Wind turbine project to be powered by grant

Published 9:19 pm Monday, November 26, 2012

John Yeates Middle School teachers Kelli Caras and Louis Garland won grants from the Armed Forces Communications and Electronics Association, which they will use to get students more excited about science, technology, engineering and math.

One of two John Yeates Middle School teacher recipients of an Armed Forces Communications and Electronics Association grant hopes to use the money to partially power a mobile classroom with the elements.

Kelli Caras, a sixth- and seventh-grade civics and science teacher and Louis Garland, who teaches eighth-grade science, received the grants along with association Science, Technology, Engineering and Math (STEM) Teaching Tools Awards.

The nonprofit international association works to encourage closer cooperation between civil government agencies, the military and industry, and its Hampton Roads chapter is among 134 worldwide.

Email newsletter signup

Garland said he will purchase a wind turbine and materials to build a second turbine with his $1,000 grant.

John Yeates’ Cooperating Hampton Roads Organizations for Minorities in Engineering students will design, build, test and analyze the second power-generating turbine, he said.

“We are buying one, and we are building one, and we are going to analyze the difference between the two and open it up to all the other schools in Suffolk to try to see the difference,” he said.

The turbine will be capable of powering a couple of computers, but Garland is awaiting the results of another grant application, due in February, that could pay for solar panels.

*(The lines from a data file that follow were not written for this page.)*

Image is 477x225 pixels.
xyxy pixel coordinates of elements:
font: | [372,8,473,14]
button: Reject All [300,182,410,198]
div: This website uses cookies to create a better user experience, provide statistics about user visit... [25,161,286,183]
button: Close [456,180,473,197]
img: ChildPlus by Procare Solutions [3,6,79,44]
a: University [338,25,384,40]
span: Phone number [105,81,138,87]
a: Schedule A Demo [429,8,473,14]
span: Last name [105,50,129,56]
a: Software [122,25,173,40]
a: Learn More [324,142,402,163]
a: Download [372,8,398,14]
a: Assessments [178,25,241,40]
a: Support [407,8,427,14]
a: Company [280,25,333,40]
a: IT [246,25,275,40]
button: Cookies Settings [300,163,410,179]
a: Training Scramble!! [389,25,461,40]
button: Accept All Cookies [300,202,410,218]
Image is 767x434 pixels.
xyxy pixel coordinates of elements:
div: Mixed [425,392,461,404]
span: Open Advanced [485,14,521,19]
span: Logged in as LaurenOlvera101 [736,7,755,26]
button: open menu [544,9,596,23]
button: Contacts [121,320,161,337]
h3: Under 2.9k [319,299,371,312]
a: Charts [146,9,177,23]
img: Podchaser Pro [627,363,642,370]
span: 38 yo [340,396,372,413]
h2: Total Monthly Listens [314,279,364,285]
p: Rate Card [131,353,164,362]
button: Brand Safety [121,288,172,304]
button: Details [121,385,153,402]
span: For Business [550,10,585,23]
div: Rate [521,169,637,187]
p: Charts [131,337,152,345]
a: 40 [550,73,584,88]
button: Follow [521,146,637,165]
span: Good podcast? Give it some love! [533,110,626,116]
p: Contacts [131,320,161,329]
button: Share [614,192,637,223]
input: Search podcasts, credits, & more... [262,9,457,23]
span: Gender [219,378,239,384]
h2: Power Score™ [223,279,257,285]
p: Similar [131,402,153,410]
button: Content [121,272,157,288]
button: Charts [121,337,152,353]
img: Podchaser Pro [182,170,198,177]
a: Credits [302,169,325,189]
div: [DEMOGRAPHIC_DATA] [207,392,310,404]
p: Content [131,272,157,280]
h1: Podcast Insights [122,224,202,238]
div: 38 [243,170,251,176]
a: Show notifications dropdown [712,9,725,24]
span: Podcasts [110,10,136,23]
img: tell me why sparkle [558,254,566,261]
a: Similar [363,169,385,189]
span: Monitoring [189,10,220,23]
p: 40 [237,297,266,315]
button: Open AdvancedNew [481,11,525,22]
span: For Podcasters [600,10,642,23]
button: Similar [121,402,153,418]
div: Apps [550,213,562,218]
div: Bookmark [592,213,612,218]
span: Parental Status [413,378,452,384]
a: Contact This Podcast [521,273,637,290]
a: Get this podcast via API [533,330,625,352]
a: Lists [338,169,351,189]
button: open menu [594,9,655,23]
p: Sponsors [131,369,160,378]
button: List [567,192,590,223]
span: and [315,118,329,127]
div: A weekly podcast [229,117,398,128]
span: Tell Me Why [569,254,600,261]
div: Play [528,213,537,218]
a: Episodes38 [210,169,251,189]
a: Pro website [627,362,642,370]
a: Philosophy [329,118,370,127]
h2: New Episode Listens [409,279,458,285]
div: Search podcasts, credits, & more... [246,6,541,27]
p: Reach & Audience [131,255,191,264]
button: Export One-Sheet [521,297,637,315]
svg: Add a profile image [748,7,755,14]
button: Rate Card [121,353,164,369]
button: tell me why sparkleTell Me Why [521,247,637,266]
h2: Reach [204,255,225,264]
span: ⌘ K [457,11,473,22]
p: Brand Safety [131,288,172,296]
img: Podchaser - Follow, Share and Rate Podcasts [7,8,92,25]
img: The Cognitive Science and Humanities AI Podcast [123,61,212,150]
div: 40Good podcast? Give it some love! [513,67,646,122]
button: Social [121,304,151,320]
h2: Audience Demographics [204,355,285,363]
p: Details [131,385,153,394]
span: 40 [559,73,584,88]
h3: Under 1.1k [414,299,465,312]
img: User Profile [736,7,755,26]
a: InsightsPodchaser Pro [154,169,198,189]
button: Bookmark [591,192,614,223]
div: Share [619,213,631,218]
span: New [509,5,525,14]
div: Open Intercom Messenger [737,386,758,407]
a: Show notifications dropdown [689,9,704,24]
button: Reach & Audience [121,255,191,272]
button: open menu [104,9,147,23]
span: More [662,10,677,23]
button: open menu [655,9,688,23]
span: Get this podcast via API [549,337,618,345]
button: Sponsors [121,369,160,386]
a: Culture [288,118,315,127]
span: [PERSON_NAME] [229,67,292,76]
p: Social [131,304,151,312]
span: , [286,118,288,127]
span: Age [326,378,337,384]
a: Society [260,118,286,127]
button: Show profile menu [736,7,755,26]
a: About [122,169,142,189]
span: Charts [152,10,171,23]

With this, he hopes to take one mobile classroom at the school completely off the electrical grid.

Caras’s grant was for $200, which she put to use purchasing laboratory equipment for the after-school STEM club.

The new gear includes air pressure vacuum and kinetic and potential motion simulators, plus basic safety goggles.

“We’ll try to use them in the classroom, but they are mostly for the STEM club,” Caras said.

John Yeates’ STEM club, with 15 members this year, meets after school twice a month for one to two hours.

“They get a recommendation (to attend) from their teachers,” Caras said. “We have guest speakers and different activities.

“We did crime scenes last year (including) fingerprinting, blood analysis, glass-breaking patterns.”

According to Garland, “hundreds of thousands” of new jobs will be available in the STEM field by 2019. “They’re going to be open to graduates of STEM,” he said.

Caras agreed. “STEM is where the jobs are going to be by the time they graduate,” she said. “That’s where their future is.”